Braunton Burrows is a sand dune system on the North Devon coast. It is privately owned and forms part of the Christie Devon Estates Trust (see Tapeley Park). Braunton Burrows is a prime British sand dune site, the largest sand dune system (psammosere) in England. It is particularly important ecologically because it includes the complete successional range of dune plant communities, with over 400 vascular plant species. The short turf communities are very rich in lichens and herbs, and the dune slacks are also rich. The many rare plants and animals include 14 with UK Biodiversity Action Plans. For example, this is one of only two sites in the UK for the Amber Sandbowl Snail Catinella arenaria, which is found on the wet dune slacks.

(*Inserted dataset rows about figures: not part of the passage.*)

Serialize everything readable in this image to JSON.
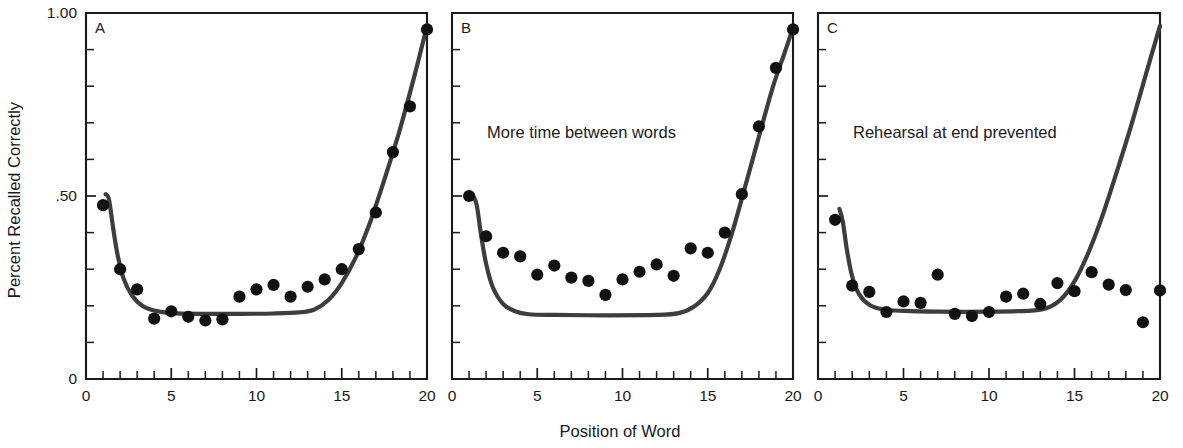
{
  "figure": {
    "ylabel": "Percent Recalled Correctly",
    "xlabel": "Position of Word",
    "ytick_labels": [
      "1.00",
      ".50",
      "0"
    ],
    "xtick_labels": [
      "0",
      "5",
      "10",
      "15",
      "20"
    ]
  },
  "panels": [
    {
      "letter": "A",
      "caption": "",
      "ytick_labels": [
        "1.00",
        ".50",
        "0"
      ],
      "xtick_labels": [
        "0",
        "5",
        "10",
        "15",
        "20"
      ]
    },
    {
      "letter": "B",
      "caption": "More time between words",
      "ytick_labels": [
        "",
        "",
        ""
      ],
      "xtick_labels": [
        "0",
        "5",
        "10",
        "15",
        "20"
      ]
    },
    {
      "letter": "C",
      "caption": "Rehearsal at end prevented",
      "ytick_labels": [
        "",
        "",
        ""
      ],
      "xtick_labels": [
        "0",
        "5",
        "10",
        "15",
        "20"
      ]
    }
  ],
  "chart_data": {
    "type": "scatter",
    "title": "",
    "xlabel": "Position of Word",
    "ylabel": "Percent Recalled Correctly",
    "xlim": [
      0,
      20
    ],
    "ylim": [
      0,
      1.0
    ],
    "xticks": [
      0,
      5,
      10,
      15,
      20
    ],
    "xticks_minor_step": 1,
    "yticks": [
      0,
      0.5,
      1.0
    ],
    "yticks_minor_step": 0.1,
    "ytick_text": [
      "0",
      ".50",
      "1.00"
    ],
    "grid": false,
    "legend": null,
    "panels": [
      {
        "label": "A",
        "annotation": "",
        "x": [
          1,
          2,
          3,
          4,
          5,
          6,
          7,
          8,
          9,
          10,
          11,
          12,
          13,
          14,
          15,
          16,
          17,
          18,
          19,
          20
        ],
        "values": [
          0.475,
          0.3,
          0.245,
          0.165,
          0.185,
          0.17,
          0.16,
          0.163,
          0.225,
          0.245,
          0.257,
          0.225,
          0.252,
          0.272,
          0.3,
          0.355,
          0.455,
          0.62,
          0.745,
          0.955
        ],
        "fit_curve": [
          [
            1.15,
            0.505
          ],
          [
            1.35,
            0.49
          ],
          [
            1.6,
            0.41
          ],
          [
            1.85,
            0.34
          ],
          [
            2.2,
            0.275
          ],
          [
            2.7,
            0.228
          ],
          [
            3.3,
            0.2
          ],
          [
            4.0,
            0.187
          ],
          [
            5.0,
            0.18
          ],
          [
            7.0,
            0.178
          ],
          [
            9.0,
            0.178
          ],
          [
            11.0,
            0.179
          ],
          [
            12.5,
            0.182
          ],
          [
            13.4,
            0.19
          ],
          [
            14.2,
            0.215
          ],
          [
            15.0,
            0.262
          ],
          [
            15.8,
            0.33
          ],
          [
            16.6,
            0.42
          ],
          [
            17.5,
            0.545
          ],
          [
            18.4,
            0.68
          ],
          [
            19.3,
            0.835
          ],
          [
            20.0,
            0.965
          ]
        ]
      },
      {
        "label": "B",
        "annotation": "More time between words",
        "x": [
          1,
          2,
          3,
          4,
          5,
          6,
          7,
          8,
          9,
          10,
          11,
          12,
          13,
          14,
          15,
          16,
          17,
          18,
          19,
          20
        ],
        "values": [
          0.5,
          0.39,
          0.345,
          0.335,
          0.285,
          0.31,
          0.277,
          0.268,
          0.23,
          0.272,
          0.293,
          0.313,
          0.282,
          0.357,
          0.345,
          0.4,
          0.505,
          0.69,
          0.85,
          0.955
        ],
        "fit_curve": [
          [
            1.2,
            0.505
          ],
          [
            1.45,
            0.475
          ],
          [
            1.7,
            0.395
          ],
          [
            2.0,
            0.315
          ],
          [
            2.4,
            0.25
          ],
          [
            3.0,
            0.205
          ],
          [
            3.7,
            0.185
          ],
          [
            4.5,
            0.177
          ],
          [
            6.0,
            0.175
          ],
          [
            9.0,
            0.174
          ],
          [
            12.0,
            0.175
          ],
          [
            13.3,
            0.18
          ],
          [
            14.2,
            0.198
          ],
          [
            15.0,
            0.235
          ],
          [
            15.7,
            0.3
          ],
          [
            16.4,
            0.395
          ],
          [
            17.1,
            0.51
          ],
          [
            17.9,
            0.645
          ],
          [
            18.8,
            0.795
          ],
          [
            19.5,
            0.89
          ],
          [
            20.0,
            0.96
          ]
        ]
      },
      {
        "label": "C",
        "annotation": "Rehearsal at end prevented",
        "x": [
          1,
          2,
          3,
          4,
          5,
          6,
          7,
          8,
          9,
          10,
          11,
          12,
          13,
          14,
          15,
          16,
          17,
          18,
          19,
          20
        ],
        "values": [
          0.435,
          0.255,
          0.238,
          0.183,
          0.212,
          0.208,
          0.285,
          0.178,
          0.172,
          0.183,
          0.225,
          0.233,
          0.205,
          0.262,
          0.24,
          0.292,
          0.258,
          0.243,
          0.155,
          0.242
        ],
        "fit_curve": [
          [
            1.25,
            0.465
          ],
          [
            1.45,
            0.43
          ],
          [
            1.7,
            0.35
          ],
          [
            2.0,
            0.28
          ],
          [
            2.4,
            0.232
          ],
          [
            3.0,
            0.203
          ],
          [
            3.8,
            0.19
          ],
          [
            5.0,
            0.186
          ],
          [
            7.0,
            0.184
          ],
          [
            10.0,
            0.184
          ],
          [
            12.5,
            0.187
          ],
          [
            13.5,
            0.196
          ],
          [
            14.3,
            0.222
          ],
          [
            15.1,
            0.275
          ],
          [
            15.9,
            0.355
          ],
          [
            16.7,
            0.455
          ],
          [
            17.5,
            0.57
          ],
          [
            18.3,
            0.69
          ],
          [
            19.1,
            0.82
          ],
          [
            20.0,
            0.965
          ]
        ]
      }
    ]
  }
}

The Devon historian Tristram Risdon (d.1640) wrote as follows:

"Santon is in the parish of Branton, not unaptly so termed the town by the sand not, that hath overblown many hundred acres of land. And near this hamlet the country people had so undermined a hill of sand, by digging it to carry it into to their grounds, that a great quantity thereof fell down, discovering the top of a tree, which by farther search was found to be thirty feet in length, so that it plainly appeareth this circuit of marsh land (now, of the sands overblowing, called the Burrows) was in elder ages stored with woods and tall timber trees".

Similar stories exist in respect of the south coast of Glamorgan, across the Bristol Channel, regarding the Merthyr Mawr Sand Dunes which started shifting in the late 14th century and encroached on Kenfig Castle, resulting in its evacuation but which spared Candleston Castle, now almost surrounded by dunes.